04/18/2026
When I’m out here in Augusta working with players, this is one of the first things I clean up around the greens—club selection based on the situation, not habit.
Too many golfers grab the same wedge every time and try to force a shot. That doesn’t hold up, especially when you get into Southern grasses like Bermuda. Around here, the lie will dictate everything. If the ball is sitting down, the grass is going to grab the club, slow it down, and take spin off the shot. You have to account for that.
Let’s say I’ve got a ball sitting down in the rough with some distance to carry onto the green and then a good amount of green between where it lands and the hole. That is not a lob wedge shot. Trying to open up a 58 and hit something high and soft out of that lie is a low-percentage play. The grass is going to interfere too much. You’re either going to catch it thin or stick the club in the ground and leave it short.
What I’m going to do instead is take something like a 54, play the ball slightly back in my stance, and keep the face more square or even a touch closed. From there, I’m making a more descending, controlled strike—what most people would call a “chop” shot. I’m not trying to make it pretty. I’m trying to make it functional.
Out of Bermuda, that ball is going to come out lower, but it’s going to come out with more consistency and more forward energy. It will pop up enough to get onto the green and then release. That rollout is exactly what I’m planning for.
The mistake I see is players trying to hit the shot they like instead of the shot the situation calls for. Around here, that will cost you quickly.
The way I approach it is simple. I read the lie first. Then I decide how much carry I actually need versus how much I can let the ball run. From there, I pick the club that makes that shot the easiest to execute.
If the ball is sitting clean, I’ve got more options. If it’s sitting down, I’m simplifying everything—less loft, more control, get it out, get it moving, and let it release.
You don’t need more technique. You need better decisions.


#### PROBLEM
Find all the lines in the entries below that hold the word "marker" and copy them.

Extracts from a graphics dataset

+++

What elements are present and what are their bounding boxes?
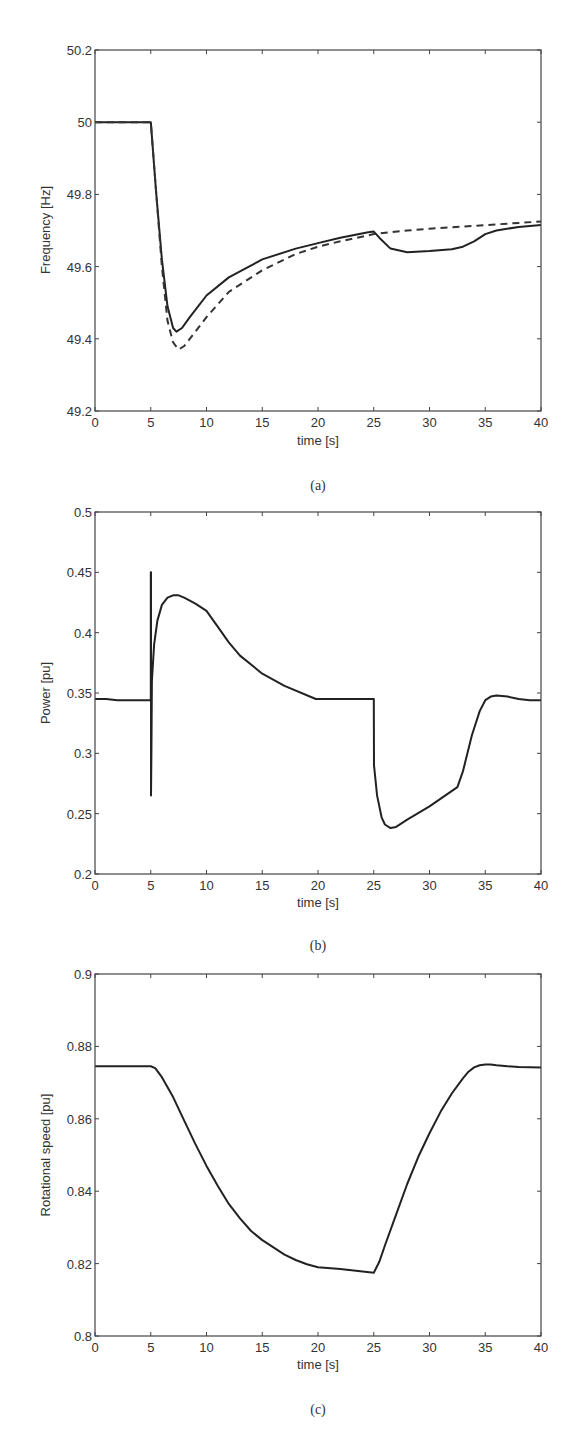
x-tick-label: 35 <box>478 878 492 893</box>
rotational-speed-x-axis-label: time [s] <box>297 1357 339 1372</box>
x-tick-label: 40 <box>534 1340 548 1355</box>
y-tick-label: 0.4 <box>74 626 92 641</box>
frequency-plot-lines <box>95 122 541 349</box>
y-tick-label: 50 <box>78 115 92 130</box>
x-tick-label: 5 <box>147 878 154 893</box>
x-tick-label: 30 <box>422 1340 436 1355</box>
power-y-axis-label: Power [pu] <box>38 662 53 724</box>
frequency-series-dashed <box>95 122 541 349</box>
y-tick-label: 0.82 <box>67 1257 92 1272</box>
frequency-chart-ticks: 051015202530354049.249.449.649.85050.2 <box>67 43 549 430</box>
x-tick-label: 40 <box>534 878 548 893</box>
y-tick-label: 0.25 <box>67 807 92 822</box>
y-tick-label: 49.4 <box>67 332 92 347</box>
x-tick-label: 15 <box>255 878 269 893</box>
y-tick-label: 0.35 <box>67 686 92 701</box>
y-tick-label: 49.6 <box>67 260 92 275</box>
y-tick-label: 0.8 <box>74 1329 92 1344</box>
x-tick-label: 20 <box>311 1340 325 1355</box>
y-tick-label: 0.88 <box>67 1039 92 1054</box>
x-tick-label: 25 <box>367 415 381 430</box>
power-series-power <box>95 572 541 828</box>
y-tick-label: 50.2 <box>67 43 92 58</box>
x-tick-label: 40 <box>534 415 548 430</box>
y-tick-label: 0.45 <box>67 565 92 580</box>
power-chart-frame <box>95 512 541 874</box>
rotational-speed-chart-caption: (c) <box>310 1402 326 1418</box>
y-tick-label: 49.8 <box>67 187 92 202</box>
x-tick-label: 5 <box>147 415 154 430</box>
x-tick-label: 35 <box>478 1340 492 1355</box>
x-tick-label: 10 <box>199 878 213 893</box>
x-tick-label: 15 <box>255 415 269 430</box>
frequency-chart-caption: (a) <box>310 478 326 494</box>
y-tick-label: 0.5 <box>74 505 92 520</box>
x-tick-label: 30 <box>422 878 436 893</box>
x-tick-label: 10 <box>199 415 213 430</box>
x-tick-label: 0 <box>91 878 98 893</box>
rotational-speed-chart-ticks: 05101520253035400.80.820.840.860.880.9 <box>67 967 549 1355</box>
x-tick-label: 0 <box>91 415 98 430</box>
y-tick-label: 0.3 <box>74 746 92 761</box>
rotational-speed-plot-lines <box>95 1065 541 1273</box>
x-tick-label: 35 <box>478 415 492 430</box>
y-tick-label: 0.84 <box>67 1184 92 1199</box>
frequency-chart-panel: 051015202530354049.249.449.649.85050.2 t… <box>38 43 548 494</box>
figure: 051015202530354049.249.449.649.85050.2 t… <box>0 0 579 1449</box>
x-tick-label: 15 <box>255 1340 269 1355</box>
y-tick-label: 0.2 <box>74 867 92 882</box>
x-tick-label: 20 <box>311 415 325 430</box>
power-chart-caption: (b) <box>310 938 327 954</box>
y-tick-label: 0.86 <box>67 1112 92 1127</box>
frequency-y-axis-label: Frequency [Hz] <box>38 186 53 274</box>
y-tick-label: 49.2 <box>67 404 92 419</box>
power-chart-ticks: 05101520253035400.20.250.30.350.40.450.5 <box>67 505 549 893</box>
x-tick-label: 25 <box>367 878 381 893</box>
frequency-x-axis-label: time [s] <box>297 433 339 448</box>
rotational-speed-chart-panel: 05101520253035400.80.820.840.860.880.9 t… <box>38 967 548 1418</box>
x-tick-label: 0 <box>91 1340 98 1355</box>
x-tick-label: 25 <box>367 1340 381 1355</box>
power-x-axis-label: time [s] <box>297 895 339 910</box>
x-tick-label: 20 <box>311 878 325 893</box>
rotational-speed-series-speed <box>95 1065 541 1273</box>
x-tick-label: 10 <box>199 1340 213 1355</box>
rotational-speed-chart-frame <box>95 974 541 1336</box>
y-tick-label: 0.9 <box>74 967 92 982</box>
frequency-series-solid <box>95 122 541 331</box>
power-chart-panel: 05101520253035400.20.250.30.350.40.450.5… <box>38 505 548 954</box>
x-tick-label: 5 <box>147 1340 154 1355</box>
rotational-speed-y-axis-label: Rotational speed [pu] <box>38 1094 53 1217</box>
x-tick-label: 30 <box>422 415 436 430</box>
power-plot-lines <box>95 572 541 828</box>
frequency-chart-frame <box>95 50 541 411</box>
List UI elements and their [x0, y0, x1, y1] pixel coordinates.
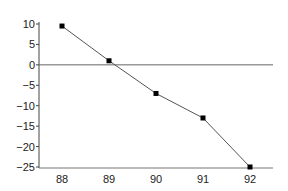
x-axis-ticks: 8889909192: [56, 173, 256, 185]
x-tick-label: 90: [150, 173, 162, 185]
x-tick-label: 92: [244, 173, 256, 185]
data-point-marker: [154, 91, 159, 96]
y-tick-label: −20: [16, 141, 35, 153]
y-tick-label: 10: [23, 18, 35, 30]
x-tick-label: 88: [56, 173, 68, 185]
data-point-marker: [201, 115, 206, 120]
y-tick-label: 0: [29, 59, 35, 71]
x-tick-label: 89: [103, 173, 115, 185]
data-point-marker: [248, 165, 253, 170]
data-point-marker: [107, 58, 112, 63]
series-line: [62, 26, 250, 167]
data-point-marker: [60, 24, 65, 29]
y-tick-label: −15: [16, 120, 35, 132]
y-tick-label: −10: [16, 100, 35, 112]
x-tick-label: 91: [197, 173, 209, 185]
y-axis-ticks: 1050−5−10−15−20−25: [16, 18, 39, 173]
line-chart: 1050−5−10−15−20−25 8889909192: [0, 0, 288, 191]
y-tick-label: 5: [29, 38, 35, 50]
y-tick-label: −5: [22, 79, 35, 91]
y-tick-label: −25: [16, 161, 35, 173]
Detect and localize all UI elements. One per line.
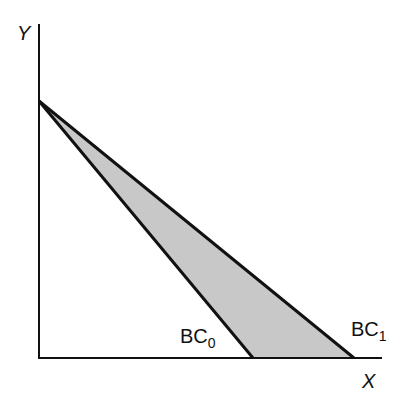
bc1-label: BC1 — [351, 318, 387, 344]
bc1-label-sub: 1 — [379, 328, 387, 344]
y-axis-label: Y — [17, 22, 32, 44]
bc1-label-main: BC — [351, 318, 379, 340]
bc0-label: BC0 — [180, 325, 216, 351]
budget-constraint-diagram: Y X BC0 BC1 — [0, 0, 409, 412]
x-axis-label: X — [361, 370, 376, 392]
bc0-label-main: BC — [180, 325, 208, 347]
bc0-line — [39, 101, 253, 358]
bc1-line — [39, 101, 354, 358]
bc0-label-sub: 0 — [208, 335, 216, 351]
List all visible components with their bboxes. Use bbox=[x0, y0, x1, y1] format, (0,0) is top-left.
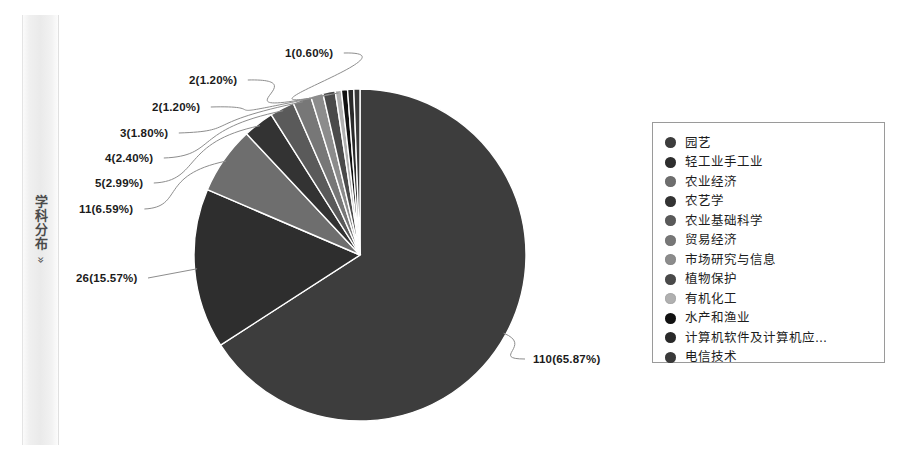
legend-item[interactable]: 电信技术 bbox=[665, 348, 884, 368]
legend-label: 电信技术 bbox=[685, 351, 737, 364]
legend-label: 园艺 bbox=[685, 137, 711, 150]
legend-label: 有机化工 bbox=[685, 293, 737, 306]
legend-swatch-icon bbox=[665, 332, 676, 343]
legend-item[interactable]: 农业基础科学 bbox=[665, 211, 884, 231]
pie-chart-svg bbox=[60, 0, 660, 457]
legend-item[interactable]: 农业经济 bbox=[665, 172, 884, 192]
legend-swatch-icon bbox=[665, 352, 676, 363]
legend-item[interactable]: 水产和渔业 bbox=[665, 309, 884, 329]
pie-data-label: 1(0.60%) bbox=[285, 47, 333, 59]
chart-area: 110(65.87%)26(15.57%)11(6.59%)5(2.99%)4(… bbox=[60, 0, 660, 457]
discipline-distribution-sidebar[interactable]: 学科分布 » bbox=[22, 15, 59, 445]
legend-label: 市场研究与信息 bbox=[685, 254, 776, 267]
pie-data-label: 3(1.80%) bbox=[120, 127, 168, 139]
legend-swatch-icon bbox=[665, 157, 676, 168]
sidebar-label: 学科分布 bbox=[34, 195, 47, 251]
legend-swatch-icon bbox=[665, 293, 676, 304]
legend-label: 计算机软件及计算机应... bbox=[685, 332, 827, 345]
legend-swatch-icon bbox=[665, 196, 676, 207]
pie-slices[interactable] bbox=[194, 89, 526, 421]
legend-label: 农业基础科学 bbox=[685, 215, 763, 228]
pie-data-label: 110(65.87%) bbox=[533, 353, 600, 365]
sidebar-inner: 学科分布 » bbox=[23, 15, 58, 445]
legend-item[interactable]: 农艺学 bbox=[665, 192, 884, 212]
pie-chart-figure: 学科分布 » 110(65.87%)26(15.57%)11(6.59%)5(2… bbox=[0, 0, 907, 457]
pie-data-label: 26(15.57%) bbox=[76, 272, 137, 284]
double-chevron-right-icon[interactable]: » bbox=[35, 256, 47, 263]
pie-data-label: 5(2.99%) bbox=[95, 177, 143, 189]
legend-label: 水产和渔业 bbox=[685, 312, 750, 325]
legend-label: 轻工业手工业 bbox=[685, 156, 763, 169]
legend-label: 植物保护 bbox=[685, 273, 737, 286]
legend-swatch-icon bbox=[665, 254, 676, 265]
legend-item[interactable]: 贸易经济 bbox=[665, 231, 884, 251]
legend-swatch-icon bbox=[665, 215, 676, 226]
legend-item[interactable]: 有机化工 bbox=[665, 289, 884, 309]
legend-label: 贸易经济 bbox=[685, 234, 737, 247]
chart-legend[interactable]: 园艺轻工业手工业农业经济农艺学农业基础科学贸易经济市场研究与信息植物保护有机化工… bbox=[652, 122, 885, 363]
pie-data-label: 11(6.59%) bbox=[79, 203, 133, 215]
legend-swatch-icon bbox=[665, 137, 676, 148]
legend-swatch-icon bbox=[665, 274, 676, 285]
pie-data-label: 2(1.20%) bbox=[152, 101, 200, 113]
legend-item[interactable]: 植物保护 bbox=[665, 270, 884, 290]
legend-item[interactable]: 市场研究与信息 bbox=[665, 250, 884, 270]
legend-label: 农艺学 bbox=[685, 195, 724, 208]
leader-line bbox=[504, 333, 525, 359]
legend-item[interactable]: 轻工业手工业 bbox=[665, 153, 884, 173]
pie-data-label: 2(1.20%) bbox=[189, 74, 237, 86]
legend-label: 农业经济 bbox=[685, 176, 737, 189]
legend-item[interactable]: 计算机软件及计算机应... bbox=[665, 328, 884, 348]
legend-item[interactable]: 园艺 bbox=[665, 133, 884, 153]
leader-line bbox=[148, 269, 197, 278]
pie-data-label: 4(2.40%) bbox=[105, 152, 153, 164]
legend-swatch-icon bbox=[665, 176, 676, 187]
legend-swatch-icon bbox=[665, 313, 676, 324]
legend-swatch-icon bbox=[665, 235, 676, 246]
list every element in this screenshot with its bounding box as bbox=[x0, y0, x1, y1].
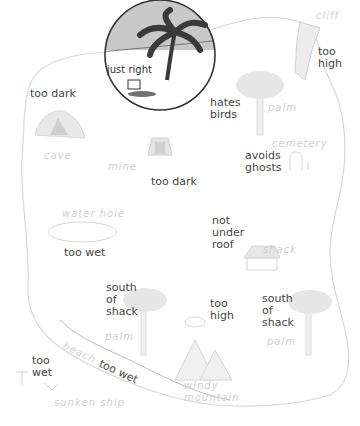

+++

#### RESULT FOR THIS EXERCISE
data-point-marker: [154, 91, 159, 96]
data-point-marker: [201, 115, 206, 120]
data-point-marker: [248, 165, 253, 170]
data-point-marker: [107, 58, 112, 63]
data-point-marker: [60, 24, 65, 29]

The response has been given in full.